We carry on investigating the line of research questioning the power of randomization for the design of distributed algorithms. In their seminal paper, Naor and Stockmeyer [STOC 1993] established that, in the context of network computing in which all nodes execute the same algorithm in parallel, any construction task that can be solved locally by a randomized Monte-Carlo algorithm can also be solved locally by a deterministic algorithm. This result however holds only for distributed tasks such that the correctness of their solutions can be locally checked by a deterministic algorithm. In this paper, we extend the result of Naor and Stockmeyer to a wider class of tasks. Specifically, we prove that the same derandomization result holds for every task such that the correctness of their solutions can be locally checked using a 2-sided error randomized Monte-Carlo algorithm.
This paper originates from my masters' thesis. The conference version appeared at SPAA 2015. We decided to write a journal version when we realized there was an error in a proof (that wouldn't change the theorems), and that we could have a cleaner writing.
A different derandomization result appears in the celebrated paper An Exponential Separation between Randomized and Deterministic Complexity in the LOCAL Model by Chang, Kopelowitz and Pettie. It has to be noted that in their paper the algorithm succeeds with high probability, whereas in Naor-Stockmeyer paper and our paper, the success probability is only assumed to be constant.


• **WORK ITEM**: When you copy the data, keep every line exactly as written and skip the pictures.

◇ ◇ ◇ ◇ ◇

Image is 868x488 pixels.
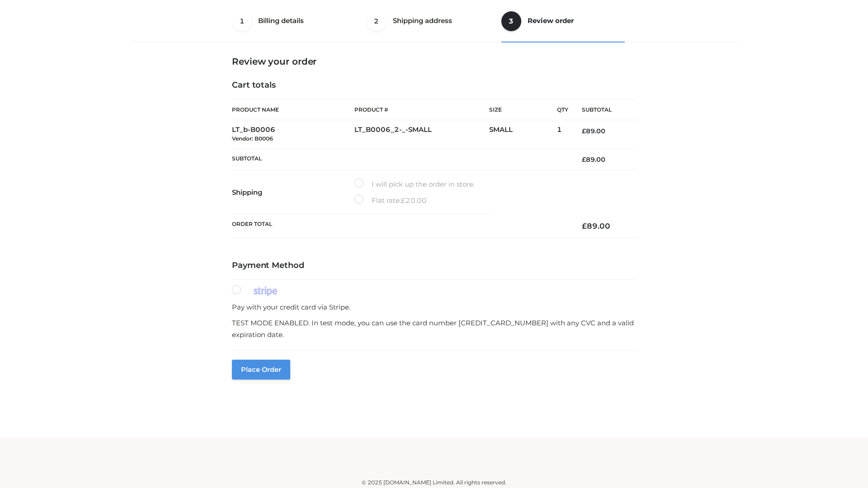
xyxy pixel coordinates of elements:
bdi: 89.00 [582,156,606,163]
td: LT_b-B0006 [231,120,354,149]
p: Pay with your credit card via Stripe. [231,301,636,313]
th: Order Total [231,214,568,238]
th: Size [489,100,553,120]
h3: Review your order [231,56,636,67]
span: £ [582,222,587,231]
h4: Payment Method [231,260,636,271]
span: £ [582,127,585,135]
th: Qty [557,99,568,120]
th: Subtotal [231,148,568,170]
bdi: 89.00 [582,222,610,231]
th: Product # [354,99,489,120]
td: SMALL [489,120,557,149]
td: LT_B0006_2-_-SMALL [354,120,489,149]
button: Place order [231,360,290,380]
bdi: 20.00 [401,196,426,204]
label: I will pick up the order in store. [354,178,475,190]
th: Shipping [231,171,354,214]
span: £ [582,156,585,163]
span: £ [401,196,405,204]
p: TEST MODE ENABLED. In test mode, you can use the card number [CREDIT_CARD_NUMBER] with any CVC an... [231,317,636,340]
bdi: 89.00 [582,127,606,135]
th: Subtotal [568,100,636,120]
small: Vendor: B0006 [231,135,273,142]
label: Flat rate: [354,195,426,206]
th: Product Name [231,99,354,120]
h4: Cart totals [231,80,636,91]
div: © 2025 [DOMAIN_NAME] Limited. All rights reserved. [134,478,734,487]
td: 1 [557,120,568,149]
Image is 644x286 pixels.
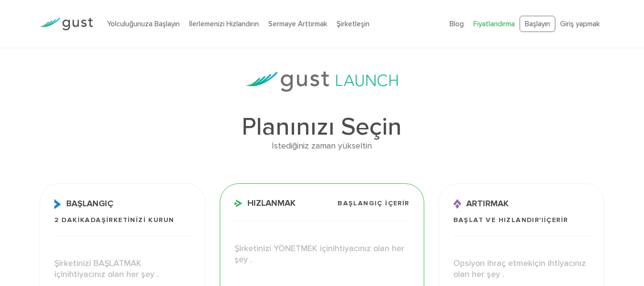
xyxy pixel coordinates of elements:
font: Şirketinizi Kurun [101,216,174,224]
a: Blog [449,19,464,29]
a: Giriş yapmak [560,19,600,29]
a: İlerlemenizi Hızlandırın [190,19,259,29]
font: Şirketinizi YÖNETMEK için [235,243,333,253]
img: Başlat Simgesi X2 [55,199,61,209]
font: Hızlanmak [247,198,296,208]
font: ihtiyacınız olan her şey . [235,243,404,264]
font: Şirketinizi BAŞLATMAK için [55,258,142,279]
img: Gust Logo [39,18,93,30]
font: BAŞLANGIÇ içerir [338,199,409,207]
font: için ihtiyacınız olan her şey . [454,258,586,279]
a: Sermaye Arttırmak [268,19,327,29]
a: Şirketleşin [336,19,370,29]
img: gust-launch-logos.svg [246,71,398,91]
a: Başlayın [520,16,555,33]
font: Başlangıç [66,199,113,208]
font: ihtiyacınız olan her şey . [67,269,158,279]
font: 2 Dakikada [55,216,101,224]
a: Yolculuğunuza Başlayın [107,19,179,29]
a: Fiyatlandırma [474,19,515,29]
img: Yükseltme Simgesi [454,199,461,209]
font: BAŞLAT ve HIZLANDIR'ı [454,216,544,224]
font: Başlayın [525,19,550,29]
font: Planınızı Seçin [242,112,402,141]
font: İstediğiniz zaman yükseltin [272,141,371,151]
font: Artırmak [466,199,509,208]
img: Hızlandırma Simgesi [235,200,242,207]
font: Opsiyon ihraç etmek [454,258,532,268]
font: içerir [544,216,568,224]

◇ ◇ ◇ ◇ ◇

• **EXERCISE RESULT**:
Image is 868x488 pixels.
xyxy pixel coordinates of elements:
bdi: 89.00 [582,156,606,163]
td: LT_b-B0006 [231,120,354,149]
p: Pay with your credit card via Stripe. [231,301,636,313]
th: Order Total [231,214,568,238]
th: Size [489,100,553,120]
h3: Review your order [231,56,636,67]
span: £ [582,222,587,231]
h4: Payment Method [231,260,636,271]
span: £ [582,127,585,135]
th: Qty [557,99,568,120]
th: Subtotal [231,148,568,170]
bdi: 89.00 [582,222,610,231]
th: Product # [354,99,489,120]
td: SMALL [489,120,557,149]
td: LT_B0006_2-_-SMALL [354,120,489,149]
button: Place order [231,360,290,380]
bdi: 20.00 [401,196,426,204]
label: I will pick up the order in store. [354,178,475,190]
th: Shipping [231,171,354,214]
span: £ [582,156,585,163]
span: £ [401,196,405,204]
p: TEST MODE ENABLED. In test mode, you can use the card number [CREDIT_CARD_NUMBER] with any CVC an... [231,317,636,340]
bdi: 89.00 [582,127,606,135]
th: Subtotal [568,100,636,120]
small: Vendor: B0006 [231,135,273,142]
label: Flat rate: [354,195,426,206]
th: Product Name [231,99,354,120]
h4: Cart totals [231,80,636,91]
div: © 2025 [DOMAIN_NAME] Limited. All rights reserved. [134,478,734,487]
td: 1 [557,120,568,149]
Image is 644x286 pixels.
xyxy pixel coordinates of elements:
font: Şirketinizi Kurun [101,216,174,224]
a: Blog [449,19,464,29]
a: Giriş yapmak [560,19,600,29]
a: İlerlemenizi Hızlandırın [190,19,259,29]
font: Şirketinizi YÖNETMEK için [235,243,333,253]
img: Başlat Simgesi X2 [55,199,61,209]
font: Hızlanmak [247,198,296,208]
font: ihtiyacınız olan her şey . [235,243,404,264]
font: Şirketinizi BAŞLATMAK için [55,258,142,279]
img: Gust Logo [39,18,93,30]
font: BAŞLANGIÇ içerir [338,199,409,207]
font: için ihtiyacınız olan her şey . [454,258,586,279]
a: Sermaye Arttırmak [268,19,327,29]
a: Şirketleşin [336,19,370,29]
img: gust-launch-logos.svg [246,71,398,91]
a: Başlayın [520,16,555,33]
font: Başlangıç [66,199,113,208]
font: ihtiyacınız olan her şey . [67,269,158,279]
font: 2 Dakikada [55,216,101,224]
a: Yolculuğunuza Başlayın [107,19,179,29]
a: Fiyatlandırma [474,19,515,29]
img: Yükseltme Simgesi [454,199,461,209]
font: BAŞLAT ve HIZLANDIR'ı [454,216,544,224]
font: Başlayın [525,19,550,29]
font: Planınızı Seçin [242,112,402,141]
font: İstediğiniz zaman yükseltin [272,141,371,151]
font: Artırmak [466,199,509,208]
img: Hızlandırma Simgesi [235,200,242,207]
font: Opsiyon ihraç etmek [454,258,532,268]
font: içerir [544,216,568,224]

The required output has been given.